The Legend Of The Scorching

19 3 0
                                    


Although many have learned dragons question our stories of the Scorching, it is still a key part of our history - the moment we measure time from, the foundation of our understanding of the world. While we may not know how much of the legend is true, it is still a fascinating tale to study and debate. -Starflight

Once upon a time, when the world was newly hatched, there were no dragon kingdoms. There were no dragon tribes. There were no dragon towns, no villages, no palaces or strongholds or cities. 

Dragons of that day and age were solitary creatures. You might find one living alone in a mountain cave, or a small family  on an icy island in the distant north, or a pair in a canyon deep under the sea.
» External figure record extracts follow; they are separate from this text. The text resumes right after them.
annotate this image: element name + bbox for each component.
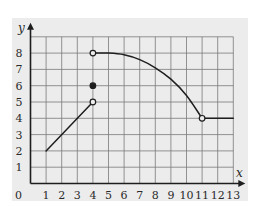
open-endpoint-marker xyxy=(199,116,205,122)
y-tick-label: 5 xyxy=(16,96,23,109)
x-tick-label: 7 xyxy=(136,189,143,202)
open-endpoint-marker xyxy=(90,50,96,56)
x-tick-label: 13 xyxy=(226,189,240,202)
x-tick-label: 2 xyxy=(58,189,65,202)
closed-point-marker xyxy=(90,83,96,89)
y-tick-label: 3 xyxy=(16,129,23,142)
y-tick-label: 8 xyxy=(16,47,23,60)
x-tick-label: 4 xyxy=(89,189,96,202)
open-endpoint-marker xyxy=(90,99,96,105)
x-tick-label: 0 xyxy=(15,189,22,202)
y-tick-label: 7 xyxy=(16,63,23,76)
y-axis-label: y xyxy=(17,21,25,35)
x-tick-label: 11 xyxy=(195,189,209,202)
chart-figure: 012345678910111213 12345678 x y xyxy=(0,0,259,216)
x-tick-label: 6 xyxy=(121,189,128,202)
y-tick-label: 1 xyxy=(16,161,23,174)
x-tick-label: 10 xyxy=(180,189,194,202)
x-axis-label: x xyxy=(236,166,243,180)
piecewise-function-graph: 012345678910111213 12345678 x y xyxy=(0,0,259,216)
y-tick-label: 2 xyxy=(16,145,23,158)
chart-panel-background xyxy=(12,18,248,201)
x-tick-label: 5 xyxy=(105,189,112,202)
x-tick-label: 1 xyxy=(43,189,50,202)
x-tick-label: 8 xyxy=(152,189,159,202)
x-tick-label: 3 xyxy=(74,189,81,202)
y-tick-label: 4 xyxy=(16,112,23,125)
x-tick-label: 9 xyxy=(167,189,174,202)
x-tick-label: 12 xyxy=(211,189,225,202)
y-tick-label: 6 xyxy=(16,80,23,93)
But if you walked the land of Pyrrhia or flew through its skies, what you would find easily, everywhere you went, were scavengers. The forests teemed with scavengers and their dens were everywhere. A dragon could barely set its talons down anywhere without landing on a scavenger. Scavengers strutted the world as though it was theirs. 
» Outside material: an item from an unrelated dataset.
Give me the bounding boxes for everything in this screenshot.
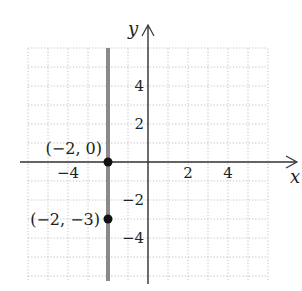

And for the most part, dragons did not care. As long as they could be left alone, with enough prey to eat and some treasure to hoard, dragons were content to keep to their caves.

The scavengers, however, were not content. They scrabbled out of their dens and went scavenging for more than what they had. They killed the dragons prey and choked the sky with smoke, and then, worst of all, they came for dragons' treasure. Scavengers snuck into caves and sailed to the dragon islands and climbed the tallest trees of the jungle to find even the most hidden dragons. They stole gold, emeralds, sapphires and pearls; they stole narwhal horns and rare fruit seeds and small sentimental wood carvings. If a dragon could count it as treasure, the scavengers would try and steal it.

Sometimes they came in groups. Sometimes they brought weapons. And sometimes, they went too far.

No one knows why a scavenger would steal a dragon egg.

But we know he stole it from the wrong dragon.

 Her original name is lost to time, but she was a dragon of immense strength and cunning: older, wiser and more dangerous than most. Her lair was high in the mountain peaks, one of the very last to be found by the marauding scavengers. 

And when they stole her egg, her wrath blazed as fierce as the lightning; her roar shook the mountains like thunder. 

Alone, she could find the thieves and eat them. She could burn a scavenger den and have some measure of vengeance. But she wanted more.

And so she found other dragons. She sought them out and brought them into her army. One by one, from across the world, they joined together under her wings.  They became her talons and her claws and her ferocious teeth.

And they began to scorch the earth.

They burned the scavengers out of their holes; they set their dens ablaze. They took back their treasure and they took back the land. 

They were the first dragon tribe,

And she became known as the first Dragon Queen.

When the Scorching was complete, the scavengers who survived scattered into hidden-holes across the world. Powerless, insignificant, no more than prey, as they should have been all along.

The world now belonged to the dragons, and would be for the rest of time.